K-pop, described by Time Magazine in 2012 as "South Korea's
greatest export", has rapidly achieved a large worldwide audience
of devoted fans largely through distribution over the Internet.
This book examines the phenomenon, and discusses the reasons for
its success. It considers the national and transnational conditions
that have played a role in K-pop's ascendancy, and explores how
they relate to post-colonial modernisation, post-Cold War politics
in East Asia, connections with the Korean diaspora, and the
state-initiated campaign to accumulate soft power. As it is
particularly concerned with fandom and cultural agency, it analyses
fan practices, discourses, and underlying psychologies within their
local habitus as well as in expanding topographies of online
networks. Overall, the book addresses the question of how far
"Asian culture" can be global in a truly meaningful way, and how
popular culture from a "marginal" nation has become a global
phenomenon.
JungBong Choi characterizes Japan's introduction of digital
broadcasting as a political, cultural and economic endeavor
orchestrated by the Japanese state and other para-state
institutions. In so doing the author employs a concept of
"digitalization," as opposed to "digitization," defined as a
social, institutional, and discursive making of digital television.
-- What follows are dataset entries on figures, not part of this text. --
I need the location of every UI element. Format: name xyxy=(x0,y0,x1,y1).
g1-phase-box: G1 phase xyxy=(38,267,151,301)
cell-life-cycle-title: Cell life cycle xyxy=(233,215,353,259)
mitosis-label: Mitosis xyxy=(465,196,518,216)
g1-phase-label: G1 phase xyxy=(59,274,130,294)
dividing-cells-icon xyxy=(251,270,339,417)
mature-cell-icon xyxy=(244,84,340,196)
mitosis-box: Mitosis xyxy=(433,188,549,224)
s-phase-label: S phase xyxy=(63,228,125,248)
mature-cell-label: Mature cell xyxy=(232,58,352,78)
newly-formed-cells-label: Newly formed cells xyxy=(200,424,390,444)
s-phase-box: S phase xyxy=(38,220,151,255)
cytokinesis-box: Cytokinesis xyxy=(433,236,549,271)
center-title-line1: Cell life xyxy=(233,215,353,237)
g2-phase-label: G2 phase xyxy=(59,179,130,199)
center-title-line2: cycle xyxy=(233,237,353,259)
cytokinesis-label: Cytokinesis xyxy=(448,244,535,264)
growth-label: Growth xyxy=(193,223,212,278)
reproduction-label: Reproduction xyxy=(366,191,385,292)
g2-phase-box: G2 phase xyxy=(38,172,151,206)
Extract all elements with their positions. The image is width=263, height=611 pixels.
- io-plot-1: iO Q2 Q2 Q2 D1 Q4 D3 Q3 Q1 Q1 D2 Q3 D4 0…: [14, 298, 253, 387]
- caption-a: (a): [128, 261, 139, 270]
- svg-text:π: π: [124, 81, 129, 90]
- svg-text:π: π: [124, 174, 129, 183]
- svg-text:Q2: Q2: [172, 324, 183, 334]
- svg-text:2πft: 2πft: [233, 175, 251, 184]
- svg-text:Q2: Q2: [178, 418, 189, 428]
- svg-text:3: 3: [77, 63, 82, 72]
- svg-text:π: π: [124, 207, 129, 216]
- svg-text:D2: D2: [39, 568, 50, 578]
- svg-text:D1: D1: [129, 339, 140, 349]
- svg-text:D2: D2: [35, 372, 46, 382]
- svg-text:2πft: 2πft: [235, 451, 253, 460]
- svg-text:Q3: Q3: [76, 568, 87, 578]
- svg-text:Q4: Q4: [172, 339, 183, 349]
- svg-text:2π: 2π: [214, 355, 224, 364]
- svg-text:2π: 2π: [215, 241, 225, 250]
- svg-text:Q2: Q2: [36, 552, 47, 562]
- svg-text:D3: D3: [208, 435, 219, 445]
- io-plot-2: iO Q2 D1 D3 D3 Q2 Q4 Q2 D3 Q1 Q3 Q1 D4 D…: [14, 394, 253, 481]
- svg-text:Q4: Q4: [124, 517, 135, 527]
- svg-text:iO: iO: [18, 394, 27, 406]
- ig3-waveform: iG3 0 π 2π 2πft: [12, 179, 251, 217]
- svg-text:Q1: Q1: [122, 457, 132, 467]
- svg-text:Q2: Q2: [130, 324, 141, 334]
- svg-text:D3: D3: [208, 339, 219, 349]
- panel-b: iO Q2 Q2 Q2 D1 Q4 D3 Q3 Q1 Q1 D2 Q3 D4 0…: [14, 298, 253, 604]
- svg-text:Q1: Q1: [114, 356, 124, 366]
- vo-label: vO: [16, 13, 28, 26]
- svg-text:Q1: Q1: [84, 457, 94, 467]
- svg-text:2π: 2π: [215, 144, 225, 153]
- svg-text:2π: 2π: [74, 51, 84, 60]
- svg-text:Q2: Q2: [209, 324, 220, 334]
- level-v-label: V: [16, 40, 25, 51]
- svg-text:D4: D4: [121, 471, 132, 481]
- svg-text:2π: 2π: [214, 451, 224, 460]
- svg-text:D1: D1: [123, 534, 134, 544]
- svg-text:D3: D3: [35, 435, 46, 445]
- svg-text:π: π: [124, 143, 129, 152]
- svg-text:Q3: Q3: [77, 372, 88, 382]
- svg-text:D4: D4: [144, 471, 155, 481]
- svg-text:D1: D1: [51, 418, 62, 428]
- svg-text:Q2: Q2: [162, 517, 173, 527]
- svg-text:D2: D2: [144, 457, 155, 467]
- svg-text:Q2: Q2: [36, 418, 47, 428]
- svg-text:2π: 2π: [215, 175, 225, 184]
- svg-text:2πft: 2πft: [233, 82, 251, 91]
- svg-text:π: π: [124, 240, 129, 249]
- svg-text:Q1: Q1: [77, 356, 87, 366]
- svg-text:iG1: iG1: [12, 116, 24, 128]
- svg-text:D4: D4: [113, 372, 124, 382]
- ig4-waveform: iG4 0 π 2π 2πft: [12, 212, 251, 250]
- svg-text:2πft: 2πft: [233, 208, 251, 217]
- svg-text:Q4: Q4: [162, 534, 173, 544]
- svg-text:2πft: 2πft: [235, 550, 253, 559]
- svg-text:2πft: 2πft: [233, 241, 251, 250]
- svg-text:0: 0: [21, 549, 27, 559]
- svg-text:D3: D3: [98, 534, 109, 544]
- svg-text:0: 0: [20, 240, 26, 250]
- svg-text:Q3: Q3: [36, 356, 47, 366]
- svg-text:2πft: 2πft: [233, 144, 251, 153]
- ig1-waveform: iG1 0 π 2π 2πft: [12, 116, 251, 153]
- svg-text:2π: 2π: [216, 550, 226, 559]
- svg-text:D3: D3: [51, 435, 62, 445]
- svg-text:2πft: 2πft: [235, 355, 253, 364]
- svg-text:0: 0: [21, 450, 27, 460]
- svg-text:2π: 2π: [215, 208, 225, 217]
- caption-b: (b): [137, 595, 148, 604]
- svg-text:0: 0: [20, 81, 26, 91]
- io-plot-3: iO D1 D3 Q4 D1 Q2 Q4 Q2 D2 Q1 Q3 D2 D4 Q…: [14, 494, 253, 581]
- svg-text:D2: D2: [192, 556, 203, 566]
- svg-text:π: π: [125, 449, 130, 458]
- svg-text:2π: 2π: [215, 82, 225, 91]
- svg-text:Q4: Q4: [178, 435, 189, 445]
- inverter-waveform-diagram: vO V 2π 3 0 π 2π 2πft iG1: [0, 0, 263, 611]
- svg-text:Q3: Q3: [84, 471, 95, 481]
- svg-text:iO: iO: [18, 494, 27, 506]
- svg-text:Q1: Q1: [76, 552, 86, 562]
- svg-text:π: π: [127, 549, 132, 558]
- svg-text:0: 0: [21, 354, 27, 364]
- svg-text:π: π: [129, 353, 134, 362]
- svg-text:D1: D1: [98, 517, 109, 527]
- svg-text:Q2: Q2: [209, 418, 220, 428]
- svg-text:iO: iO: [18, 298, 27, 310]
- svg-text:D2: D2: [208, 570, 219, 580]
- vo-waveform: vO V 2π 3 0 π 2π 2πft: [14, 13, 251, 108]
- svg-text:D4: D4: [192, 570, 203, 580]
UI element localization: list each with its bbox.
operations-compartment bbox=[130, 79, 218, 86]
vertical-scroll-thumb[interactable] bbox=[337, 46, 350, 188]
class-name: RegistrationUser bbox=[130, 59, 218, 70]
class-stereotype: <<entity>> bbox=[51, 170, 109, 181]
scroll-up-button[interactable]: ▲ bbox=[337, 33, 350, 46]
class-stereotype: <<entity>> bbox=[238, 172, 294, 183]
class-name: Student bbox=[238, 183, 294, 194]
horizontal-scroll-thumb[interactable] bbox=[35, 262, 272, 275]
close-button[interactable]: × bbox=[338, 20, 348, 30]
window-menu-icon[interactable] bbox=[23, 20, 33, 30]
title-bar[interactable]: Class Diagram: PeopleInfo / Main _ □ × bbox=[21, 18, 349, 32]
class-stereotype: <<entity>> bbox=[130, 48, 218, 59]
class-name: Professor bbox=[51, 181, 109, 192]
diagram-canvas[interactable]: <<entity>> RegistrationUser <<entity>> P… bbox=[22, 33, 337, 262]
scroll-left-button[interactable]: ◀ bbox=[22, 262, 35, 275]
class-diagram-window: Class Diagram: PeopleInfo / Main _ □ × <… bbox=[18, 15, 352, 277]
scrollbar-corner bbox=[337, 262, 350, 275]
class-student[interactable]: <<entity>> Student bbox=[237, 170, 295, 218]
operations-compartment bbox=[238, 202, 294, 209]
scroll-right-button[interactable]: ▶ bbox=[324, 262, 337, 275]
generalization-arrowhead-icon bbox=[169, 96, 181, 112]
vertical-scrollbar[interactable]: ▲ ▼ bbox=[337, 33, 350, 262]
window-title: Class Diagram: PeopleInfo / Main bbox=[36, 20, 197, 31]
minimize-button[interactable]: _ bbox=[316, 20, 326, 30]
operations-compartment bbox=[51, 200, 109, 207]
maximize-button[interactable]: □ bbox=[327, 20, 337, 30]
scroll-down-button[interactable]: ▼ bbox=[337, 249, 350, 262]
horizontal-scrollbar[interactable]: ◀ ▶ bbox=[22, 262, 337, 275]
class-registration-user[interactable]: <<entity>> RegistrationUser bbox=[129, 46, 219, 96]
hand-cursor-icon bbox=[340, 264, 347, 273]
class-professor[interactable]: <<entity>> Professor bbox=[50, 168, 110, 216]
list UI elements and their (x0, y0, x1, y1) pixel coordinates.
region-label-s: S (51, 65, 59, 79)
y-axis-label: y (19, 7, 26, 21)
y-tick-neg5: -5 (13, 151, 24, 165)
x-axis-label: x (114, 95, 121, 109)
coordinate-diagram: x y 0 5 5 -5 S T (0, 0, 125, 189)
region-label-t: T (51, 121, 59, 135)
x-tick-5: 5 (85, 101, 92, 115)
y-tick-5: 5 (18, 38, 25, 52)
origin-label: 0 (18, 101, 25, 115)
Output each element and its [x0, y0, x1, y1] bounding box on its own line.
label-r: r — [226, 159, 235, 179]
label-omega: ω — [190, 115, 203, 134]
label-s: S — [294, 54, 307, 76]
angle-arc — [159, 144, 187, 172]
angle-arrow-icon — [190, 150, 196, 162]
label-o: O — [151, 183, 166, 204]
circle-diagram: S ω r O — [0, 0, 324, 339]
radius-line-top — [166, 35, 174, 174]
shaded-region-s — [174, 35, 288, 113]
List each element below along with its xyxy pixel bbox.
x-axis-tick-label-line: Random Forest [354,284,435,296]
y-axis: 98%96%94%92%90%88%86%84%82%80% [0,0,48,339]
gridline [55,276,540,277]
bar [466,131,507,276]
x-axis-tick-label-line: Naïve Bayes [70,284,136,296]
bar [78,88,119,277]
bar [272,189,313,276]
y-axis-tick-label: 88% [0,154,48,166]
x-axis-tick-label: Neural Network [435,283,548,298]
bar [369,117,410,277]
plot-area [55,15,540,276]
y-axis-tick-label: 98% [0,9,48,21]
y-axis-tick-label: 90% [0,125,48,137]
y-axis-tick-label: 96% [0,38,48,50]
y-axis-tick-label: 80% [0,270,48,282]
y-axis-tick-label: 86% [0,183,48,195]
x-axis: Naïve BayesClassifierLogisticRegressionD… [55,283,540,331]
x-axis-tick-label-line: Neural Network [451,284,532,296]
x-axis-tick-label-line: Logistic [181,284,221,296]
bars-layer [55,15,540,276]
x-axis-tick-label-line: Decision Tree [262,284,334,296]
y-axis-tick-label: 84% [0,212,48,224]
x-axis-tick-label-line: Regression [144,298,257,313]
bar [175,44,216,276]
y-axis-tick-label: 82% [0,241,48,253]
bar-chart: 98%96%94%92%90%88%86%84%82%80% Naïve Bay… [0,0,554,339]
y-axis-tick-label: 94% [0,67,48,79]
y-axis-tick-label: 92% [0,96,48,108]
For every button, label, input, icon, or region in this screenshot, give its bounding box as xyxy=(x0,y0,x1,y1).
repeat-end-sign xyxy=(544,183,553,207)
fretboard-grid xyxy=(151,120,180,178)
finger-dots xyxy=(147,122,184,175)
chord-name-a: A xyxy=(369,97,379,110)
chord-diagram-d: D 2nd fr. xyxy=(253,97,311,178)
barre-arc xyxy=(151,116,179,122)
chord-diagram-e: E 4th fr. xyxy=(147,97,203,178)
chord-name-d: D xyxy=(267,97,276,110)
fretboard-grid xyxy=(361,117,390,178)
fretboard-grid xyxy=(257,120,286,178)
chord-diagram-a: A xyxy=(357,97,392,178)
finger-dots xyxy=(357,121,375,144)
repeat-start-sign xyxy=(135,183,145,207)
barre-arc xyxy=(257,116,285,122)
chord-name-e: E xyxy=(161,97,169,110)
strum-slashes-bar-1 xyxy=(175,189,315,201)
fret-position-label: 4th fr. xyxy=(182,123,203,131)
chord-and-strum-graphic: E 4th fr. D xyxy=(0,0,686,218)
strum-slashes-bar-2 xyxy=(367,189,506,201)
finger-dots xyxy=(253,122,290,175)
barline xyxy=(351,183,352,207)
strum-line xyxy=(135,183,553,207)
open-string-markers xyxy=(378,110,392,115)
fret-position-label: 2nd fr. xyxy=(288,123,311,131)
With the analytic framework established, the author observes how
the identity of television in Japan was renewed as an apparatus
conducive to the acceleration of an informational capitalism. An
innovative study in the political economy of media, the book brings
to light ways in which digital technologies are engineered as a key
device for socio-economic reordering. A stimulating appraisal of
the contemorary state, furthermore, it offers a perspective on the
progressive conflation between state and market, technology and
institution, and cultural discourse and economic planning.